Eight years later
“Your Majesty.” Corvus taps impatiently, his black wings puffing against my face. “Is it time?”
“Almost,” I reply, shooing him from my shoulder. I adjust the lapels of my dark suit, fiddling with the fabric until I finally remove the jacket in frustration.
“Anxious?” the raven asks.
“No,” I bite out, adjusting the pomegranates in the bowl for the fourth time this hour.
“Liar.” Corvus plucks a single stem from the vase atop my desk, flying over to drop the dark purple bloom in my hand. “It’s been a long time. It is okay to be anxious, Your Majesty.”
“The Dark God of Death does not get anxious, bird.”
“Maybe he does not…but Drayven does.”
Corvus’ beady eyes see far too much of me. But that’s the way it’s always been, ever since the day I killed him. He was my first death and the closest thing I’ve ever had to a friend.
“I’ll finish the preparations; you go fetch the queen.”
The sound of her name whispered in the ether pulled me from sleep in the wee hours of the morning. Ever since her name was written on the scroll of souls to be collected today, I have been preparing. From sending my Reapers to gather her favorite fruit to changing into four different black suits—all of which look and fit identical—I have been uncharacteristically nervous.
I slip the flower into my pocket and take one last look at myself in the mirror. The ink on my skin vacillates from sunbursts to crescent moons in anticipation. The overly polished rings that adorn my hands glimmer in the firelight as I smooth back an errant strand of white hair. My fingers skate over my naked pinky, the missing ring soon to be reunited with the set.
“Corvus,” I say with a shaky breath. “Wish me luck.”
On a deep exhale, I command the shadows to wrap around me and step into the dark void of eternity. The infinite chasm between worlds where space and time does not exist. One star stands out on the map—a fixed point in glowing viridian.
If that wasn’t enough to locate her, our blood bond pulses like a honing beacon. It calls to me—shecalls to me.
I train my internal compass on Realm 717, traveling faster than I ever have before. Moments later, my feet sink into sand.
The Eastern Sea laps against the shore, the light from the sun catching on a hint of black scales that crest in the waves. I offer a lifted finger in recognition of the creature who has come to greet me before following Selene’s pull toward the cottage just over the dunes.
The weathered door opens easily, granting me entrance without knocking. Tentatively, I step into the cottage. The smell of salt and leather fills the home. Books litter the large dining table, and in a chair, slumped over the pile of tomes, sits the mortal man I have watched live alongside the goddess I love.
His sleep is light and fitful. I inch toward him to read the pagewhere exhaustion finally took hold of him. It’s a list of rare herbs, medicinal plants, and the illnesses they’ll cure.
But none of them have worked on her.
What ails Selene isn’t anything a human has ever experienced. Her death is a slow, painful murder at the hands of a vengeful God King. Eight years of no offerings, no worship, and severely reduced magic are what destroys her now.
Mikais wasted no time gaining power of this world and wiping all of them—every member of his rebellion—from their religious texts.
Every member except him, of course.
He erased the details of his betrayal, but left the act, and their speculation of the motive behind his treason has proven to be more than enough to sustain him.
I lay a single finger on the mortal man’s temple and grant him the deep sleep he desperately needs—but mostly to ensure that he will not wake to see her departure.
Leaving him, I follow the bond to the bedroom at the back of the cottage. There, wrapped in green velvet, lies the Goddess of Light. She doesn’t acknowledge me at first, her attention wholly fixed on the beach just outside her window.
A child with fawn brown hair splashes in the waves. She frolics and giggles in the water, finding an innocent, momentary respite in the grief that surrounds this home. She turns toward the window and my immortal gaze locks onto wide eyes of emerald green.
“She has your eyes.” Selene’s weak voice demands my attention. I drop to my knees at her bedside, taking her hands into mine.
“My light.”
The sight of her like this, pale and barely clinging to life, enrages me. If I could kill Nobus, I would travel to the god realm right now and and rip his soul from his body with my bare hands.But he made a deal with Creation that even my magic cannot undo.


* [WHAT YOU ARE ASKED TO DO] Please repeat every entry that follows, keeping each one exactly the same.

* [THE RECORDS]
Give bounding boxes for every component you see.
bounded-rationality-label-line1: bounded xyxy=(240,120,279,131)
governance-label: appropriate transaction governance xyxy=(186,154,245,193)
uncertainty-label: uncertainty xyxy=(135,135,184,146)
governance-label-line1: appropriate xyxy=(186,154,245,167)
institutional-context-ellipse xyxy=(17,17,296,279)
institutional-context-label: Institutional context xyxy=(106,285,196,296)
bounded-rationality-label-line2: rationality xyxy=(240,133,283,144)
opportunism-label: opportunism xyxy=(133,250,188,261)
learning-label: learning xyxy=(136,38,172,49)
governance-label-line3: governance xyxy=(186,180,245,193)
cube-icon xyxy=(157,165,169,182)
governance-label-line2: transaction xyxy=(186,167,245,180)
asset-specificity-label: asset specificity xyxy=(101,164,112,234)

* [RESULT]
Give bounding boxes for every component you see.
bounded-rationality-label-line1: bounded xyxy=(240,120,279,131)
governance-label: appropriate transaction governance xyxy=(186,154,245,193)
uncertainty-label: uncertainty xyxy=(135,135,184,146)
governance-label-line1: appropriate xyxy=(186,154,245,167)
institutional-context-ellipse xyxy=(17,17,296,279)
institutional-context-label: Institutional context xyxy=(106,285,196,296)
bounded-rationality-label-line2: rationality xyxy=(240,133,283,144)
opportunism-label: opportunism xyxy=(133,250,188,261)
learning-label: learning xyxy=(136,38,172,49)
governance-label-line3: governance xyxy=(186,180,245,193)
cube-icon xyxy=(157,165,169,182)
governance-label-line2: transaction xyxy=(186,167,245,180)
asset-specificity-label: asset specificity xyxy=(101,164,112,234)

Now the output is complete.